The language of political control
Our vocabularies today aren’t state-generated but, one that has emerged from the mechanisms of liberal democracy.
Our vocabularies today aren’t state-generated but, one that has emerged from the mechanisms of liberal democracy.
Public concerns have shifted from automation-induced job losses to the prospect of a superintelligence going rogue.
The real danger of generative AI is that it will be used to undermine human autonomy.
Rather than spreading democracy, it would be better to try to reduce global insecurity.
It is a far cry from saying that we should deliberately will evil in order to achieve good.
The Machine promises to improve our lives, but what happens if the doors no longer open?
The UK government is abdicating its responsibility for ensuring a healthy, sustainable economy.
Policymakers must pay more attention than past Keynesians did to avoiding inflation.
Admitting that central banks are now agents of treasuries would destroy the intellectual edifice of current macroeconomic theory.
Work is the ultimate escape from poverty. But the United Kingdom’s income-support scheme reflects a welfare ideology that fails to distinguish fantasy from reality.
Keynes’s emphasis on the order of post-crisis economic policies is still highly relevant.
Fiscal rules should be rewritten to allow for more active counter-cyclical policy.
The key need of today's democracies is to form a good mix of localism and centralised control.
Economists have been strangely blind to the need to trade off efficiency for sustainability.
Unless telling the truth serves the bottom line, it is futile to expect social media companies to change course.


Exercise instructions » Each entry must appear in the answer exactly as given.
═══ Given entries
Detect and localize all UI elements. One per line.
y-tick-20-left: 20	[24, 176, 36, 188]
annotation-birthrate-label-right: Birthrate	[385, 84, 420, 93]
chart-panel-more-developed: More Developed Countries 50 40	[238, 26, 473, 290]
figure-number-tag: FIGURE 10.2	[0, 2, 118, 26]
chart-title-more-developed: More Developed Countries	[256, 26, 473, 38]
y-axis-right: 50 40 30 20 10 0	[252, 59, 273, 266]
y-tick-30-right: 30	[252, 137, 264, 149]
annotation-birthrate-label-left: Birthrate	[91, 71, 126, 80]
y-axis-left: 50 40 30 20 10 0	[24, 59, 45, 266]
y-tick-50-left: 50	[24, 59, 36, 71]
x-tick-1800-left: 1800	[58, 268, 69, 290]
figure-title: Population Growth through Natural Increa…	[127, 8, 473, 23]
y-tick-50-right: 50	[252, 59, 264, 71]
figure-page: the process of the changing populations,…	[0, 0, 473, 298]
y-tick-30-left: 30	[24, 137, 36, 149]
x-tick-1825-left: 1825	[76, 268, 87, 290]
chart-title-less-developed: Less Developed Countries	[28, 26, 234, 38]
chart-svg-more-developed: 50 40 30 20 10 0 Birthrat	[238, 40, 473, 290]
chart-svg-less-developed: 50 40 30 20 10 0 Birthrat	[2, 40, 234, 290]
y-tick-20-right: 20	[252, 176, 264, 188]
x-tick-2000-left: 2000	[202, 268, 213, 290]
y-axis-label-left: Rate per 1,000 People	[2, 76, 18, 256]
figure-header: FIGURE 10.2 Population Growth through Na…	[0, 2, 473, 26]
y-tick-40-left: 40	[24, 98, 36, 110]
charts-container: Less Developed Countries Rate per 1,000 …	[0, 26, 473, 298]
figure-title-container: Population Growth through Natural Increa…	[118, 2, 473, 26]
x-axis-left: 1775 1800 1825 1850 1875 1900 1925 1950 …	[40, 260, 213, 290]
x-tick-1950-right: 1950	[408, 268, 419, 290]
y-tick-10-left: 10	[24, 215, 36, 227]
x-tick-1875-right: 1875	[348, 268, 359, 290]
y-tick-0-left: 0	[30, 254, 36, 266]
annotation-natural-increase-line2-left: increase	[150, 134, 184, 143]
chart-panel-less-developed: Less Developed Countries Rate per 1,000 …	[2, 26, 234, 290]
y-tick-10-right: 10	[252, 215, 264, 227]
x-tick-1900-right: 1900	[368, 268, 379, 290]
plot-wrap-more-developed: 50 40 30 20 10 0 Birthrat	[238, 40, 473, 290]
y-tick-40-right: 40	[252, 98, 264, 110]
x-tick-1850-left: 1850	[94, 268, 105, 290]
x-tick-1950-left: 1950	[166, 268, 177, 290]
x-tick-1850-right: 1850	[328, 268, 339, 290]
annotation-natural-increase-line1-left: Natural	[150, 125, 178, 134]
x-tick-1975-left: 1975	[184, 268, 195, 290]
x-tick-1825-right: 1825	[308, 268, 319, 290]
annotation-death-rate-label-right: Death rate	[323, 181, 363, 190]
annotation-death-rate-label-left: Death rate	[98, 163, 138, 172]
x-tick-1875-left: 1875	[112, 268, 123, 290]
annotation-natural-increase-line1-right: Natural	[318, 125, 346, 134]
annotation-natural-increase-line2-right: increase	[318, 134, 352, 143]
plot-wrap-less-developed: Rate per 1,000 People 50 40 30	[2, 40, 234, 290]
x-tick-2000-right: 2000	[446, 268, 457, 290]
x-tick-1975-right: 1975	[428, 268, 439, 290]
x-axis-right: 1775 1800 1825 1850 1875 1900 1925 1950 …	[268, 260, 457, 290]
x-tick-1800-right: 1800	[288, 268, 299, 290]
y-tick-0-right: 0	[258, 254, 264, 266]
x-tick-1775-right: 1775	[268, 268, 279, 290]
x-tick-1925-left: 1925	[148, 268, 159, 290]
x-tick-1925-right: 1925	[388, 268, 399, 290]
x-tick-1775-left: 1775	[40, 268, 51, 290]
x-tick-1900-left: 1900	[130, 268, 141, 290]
══════
Reply to the exercise »
Detect and localize all UI elements. One per line.
y-tick-20-left: 20	[24, 176, 36, 188]
annotation-birthrate-label-right: Birthrate	[385, 84, 420, 93]
chart-panel-more-developed: More Developed Countries 50 40	[238, 26, 473, 290]
figure-number-tag: FIGURE 10.2	[0, 2, 118, 26]
chart-title-more-developed: More Developed Countries	[256, 26, 473, 38]
y-axis-right: 50 40 30 20 10 0	[252, 59, 273, 266]
y-tick-30-right: 30	[252, 137, 264, 149]
annotation-birthrate-label-left: Birthrate	[91, 71, 126, 80]
y-axis-left: 50 40 30 20 10 0	[24, 59, 45, 266]
y-tick-50-left: 50	[24, 59, 36, 71]
x-tick-1800-left: 1800	[58, 268, 69, 290]
figure-title: Population Growth through Natural Increa…	[127, 8, 473, 23]
y-tick-50-right: 50	[252, 59, 264, 71]
figure-page: the process of the changing populations,…	[0, 0, 473, 298]
y-tick-30-left: 30	[24, 137, 36, 149]
x-tick-1825-left: 1825	[76, 268, 87, 290]
chart-title-less-developed: Less Developed Countries	[28, 26, 234, 38]
chart-svg-more-developed: 50 40 30 20 10 0 Birthrat	[238, 40, 473, 290]
chart-svg-less-developed: 50 40 30 20 10 0 Birthrat	[2, 40, 234, 290]
y-tick-20-right: 20	[252, 176, 264, 188]
x-tick-2000-left: 2000	[202, 268, 213, 290]
y-axis-label-left: Rate per 1,000 People	[2, 76, 18, 256]
figure-header: FIGURE 10.2 Population Growth through Na…	[0, 2, 473, 26]
y-tick-40-left: 40	[24, 98, 36, 110]
charts-container: Less Developed Countries Rate per 1,000 …	[0, 26, 473, 298]
figure-title-container: Population Growth through Natural Increa…	[118, 2, 473, 26]
x-axis-left: 1775 1800 1825 1850 1875 1900 1925 1950 …	[40, 260, 213, 290]
x-tick-1950-right: 1950	[408, 268, 419, 290]
y-tick-10-left: 10	[24, 215, 36, 227]
x-tick-1875-right: 1875	[348, 268, 359, 290]
y-tick-0-left: 0	[30, 254, 36, 266]
annotation-natural-increase-line2-left: increase	[150, 134, 184, 143]
chart-panel-less-developed: Less Developed Countries Rate per 1,000 …	[2, 26, 234, 290]
y-tick-10-right: 10	[252, 215, 264, 227]
x-tick-1900-right: 1900	[368, 268, 379, 290]
plot-wrap-more-developed: 50 40 30 20 10 0 Birthrat	[238, 40, 473, 290]
y-tick-40-right: 40	[252, 98, 264, 110]
x-tick-1850-left: 1850	[94, 268, 105, 290]
x-tick-1950-left: 1950	[166, 268, 177, 290]
x-tick-1850-right: 1850	[328, 268, 339, 290]
annotation-natural-increase-line1-left: Natural	[150, 125, 178, 134]
x-tick-1975-left: 1975	[184, 268, 195, 290]
x-tick-1825-right: 1825	[308, 268, 319, 290]
annotation-death-rate-label-right: Death rate	[323, 181, 363, 190]
annotation-death-rate-label-left: Death rate	[98, 163, 138, 172]
x-tick-1875-left: 1875	[112, 268, 123, 290]
annotation-natural-increase-line1-right: Natural	[318, 125, 346, 134]
annotation-natural-increase-line2-right: increase	[318, 134, 352, 143]
plot-wrap-less-developed: Rate per 1,000 People 50 40 30	[2, 40, 234, 290]
x-tick-2000-right: 2000	[446, 268, 457, 290]
x-tick-1975-right: 1975	[428, 268, 439, 290]
x-axis-right: 1775 1800 1825 1850 1875 1900 1925 1950 …	[268, 260, 457, 290]
x-tick-1800-right: 1800	[288, 268, 299, 290]
y-tick-0-right: 0	[258, 254, 264, 266]
x-tick-1775-right: 1775	[268, 268, 279, 290]
x-tick-1925-left: 1925	[148, 268, 159, 290]
x-tick-1925-right: 1925	[388, 268, 399, 290]
x-tick-1775-left: 1775	[40, 268, 51, 290]
x-tick-1900-left: 1900	[130, 268, 141, 290]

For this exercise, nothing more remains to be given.